Microsoft has guidance for your scenario where upon upgrading you experience query performance degradation. You may not be able to follow the exact steps outlined here if you were upgrading from a version without Query Store, but the general principles are still the same. It is expected that some queries will run slower after upgrade as Microsoft makes changes to the cardinality estimator. A first defense against that is to find the queries that are running for too long and to force them to use a previous plan.
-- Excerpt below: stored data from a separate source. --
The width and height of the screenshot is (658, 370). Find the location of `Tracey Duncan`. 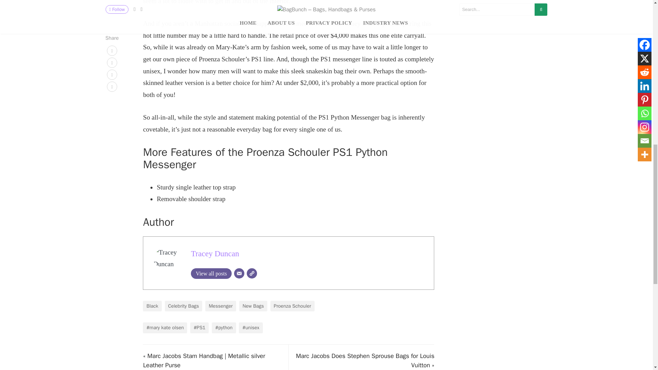

Tracey Duncan is located at coordinates (215, 253).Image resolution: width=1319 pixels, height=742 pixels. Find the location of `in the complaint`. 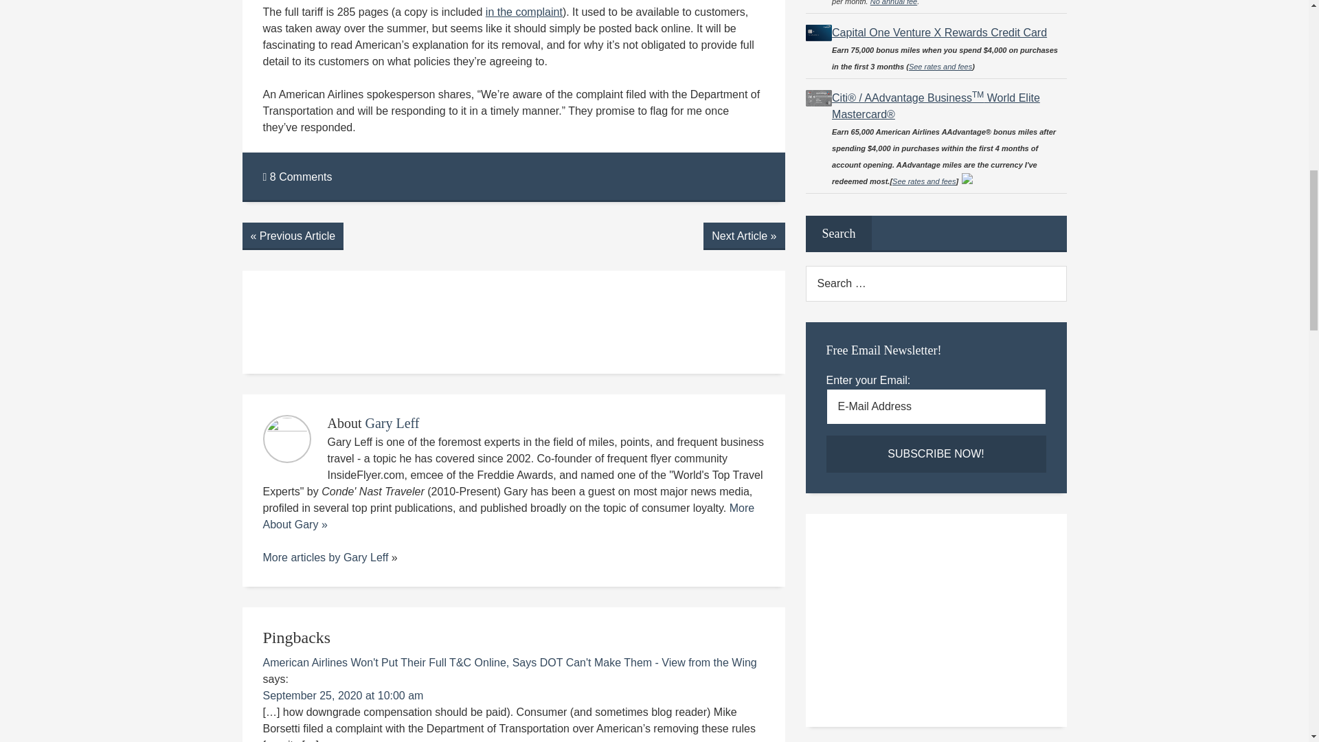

Methods of doing that:
- Forcing a previous good plan with Query Store
- Setting compatibility level at the database level or query level
- Enabling the legacy CE at the database level or query level
For the root cause of why this particular query is slow, 98% of the query's time is spent on a nested loop join against Object4
. It is hard to give specifics for an anonymized plan, but the following broad principles apply:
- Use a temp table or some other method to improve the cardinality estimate coming into the nested loop join. The optimizer is likely picking a loop join because the estimate is just 1 row.
- Define an index on
Object4
which allows for more effective seeking against that table. This can only be a partial fix and won't get the query execution time down to 8 seconds.
- If required, force a different join type for the table access on
Object4
. The nested loop join reads a total of 173,354,476 rows from a table with just 38,775 rows. A hash or merge join would be more efficient.
- If required, achieve a different join order.
As a final note, you really can't expect to get good cardinality estimates for query constructs like this:
Function2(Function3(Object3.Column38)) LIKE Function2(Function3(Object2.Column11)) + ?
It may be true that the legacy cardinality estimator gives you good performance just due to luck. To keep the same performance on a newer CE you may need to use the invasive techniques that I described above.